In an hour, viewers saw about a minute of fleeting snippets of conservatives such as Pat Buchanan, Rev. Lou Sheldon, and anonymous talking heads opposing the film's liberal heroes. Not even reviewers from liberal newspapers were buying the line that PBS was achieving "balance" with the film. "Conservatives may bristle while watching it," acknowledged The
– Daddy & Papa (2003) promoted the cultural revolution of gay parenting, "the growing number of gay men who are making a decision that is at once traditional and revolutionary: to become dads." PBS seemingly had no objections to filmmaker Johnny Symons being "too close" to his subject as he explored his own adoption of two boys. Symons stressed the usual hope for liberal impact: "My filmmaking is motivated by social activism. I love the opportunity to change people's belief systems, or to reveal that something that seems clear-cut is in fact quite complex....I also hope the film will inspire more gay men to become parents, and encourage more social workers, judges, and politicians to use their positions of power to make this possible."

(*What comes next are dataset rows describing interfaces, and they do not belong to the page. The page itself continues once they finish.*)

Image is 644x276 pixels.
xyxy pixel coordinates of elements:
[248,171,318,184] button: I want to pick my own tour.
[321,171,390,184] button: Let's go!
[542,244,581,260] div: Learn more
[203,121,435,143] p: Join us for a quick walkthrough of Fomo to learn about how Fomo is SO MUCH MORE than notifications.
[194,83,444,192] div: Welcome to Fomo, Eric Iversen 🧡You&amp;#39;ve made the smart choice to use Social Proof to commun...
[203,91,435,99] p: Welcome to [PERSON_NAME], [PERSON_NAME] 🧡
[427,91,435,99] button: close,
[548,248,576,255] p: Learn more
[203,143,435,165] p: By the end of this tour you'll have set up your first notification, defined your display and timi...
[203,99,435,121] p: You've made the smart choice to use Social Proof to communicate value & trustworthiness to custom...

ITVS reported the film was used by the City of
– The Great Pink Scare (2005) chronicled an arrest of 15 men in
Once again, the subject was not only political, but personal. Filmmaker Tug Yourgrau explained "My father taught at
– The Amasong Chorus: Singing Out (2004) chronicled how a "lesbian/feminist choir" in
– The Education of Shelby Knox (2005) began the summer season of the P.O.V. series on PBS, complete with a media tour touting a liberal conversion story: "Shelby, a devout Christian who has pledged abstinence until marriage herself, becomes an unlikely advocate for comprehensive sex education, profoundly changing her political and spiritual views along the way." From fighting against abstinence-only sex education, Knox then becomes an activist for gay students.
The film synopsis explains she declares herself a liberal Democrat, shocking her Republican parents. "But when an organization whose slogan is 'God Hates Fags' comes to Lubbock to protest the gay kids' lawsuit, Shelby, along with her mother, joins a counter protest, carrying a sign that reads 'God Loves Everybody,' and affirming a belief that will guide her into adulthood: "I think that God wants you to question," Shelby says, "to do more than just blindly be a follower, because he can't use blind followers." The film was funded not only by CPB, but by the Playboy Foundation, among other foundation donors, and became a hit at Planned Parenthood centers.

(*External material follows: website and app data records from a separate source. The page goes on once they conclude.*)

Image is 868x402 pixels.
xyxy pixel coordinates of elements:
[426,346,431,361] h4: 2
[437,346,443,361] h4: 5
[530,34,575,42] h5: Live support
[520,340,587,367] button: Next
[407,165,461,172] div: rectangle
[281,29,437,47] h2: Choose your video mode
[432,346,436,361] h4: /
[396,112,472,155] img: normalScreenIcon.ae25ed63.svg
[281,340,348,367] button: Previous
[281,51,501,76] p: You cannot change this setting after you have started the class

– Screaming Queens: The Riot at
A film about "the lost history of transgender militancy" would sound to many Americans like the definition of wasteful government spending. But taxpayers subsidize filmmakers to chronicle the most obscure and exotic topics, because their complete lack of appeal to a broader public is precisely what defines these little movies as edgy and "independent." In funding filmmakers to go out and make one-sided left-wing films, Public Broadcasting subsidies serve, in effect, as ideological pork-barrel spending.
Conservatives not only have to raise their own funds if they wanted to make a film about broader movement subjects (the history of American conservatism) or narrow ones (a personal film about Christian home-schoolers) – they end up paying for the left admiring itself in the mirror instead. In reality, few of these conservative films have been made, in part because the federal government isn't providing tens of millions of dollars to make it happen. But whether these left-wing films reach a broad audience on national television or just a narrow audience in small left-wing circles in isolated communities, ITVS is a never-ending spigot for one side of the political divide.
This article is excerpted from the MRC Special Report No Fairness Doctrine for PBS.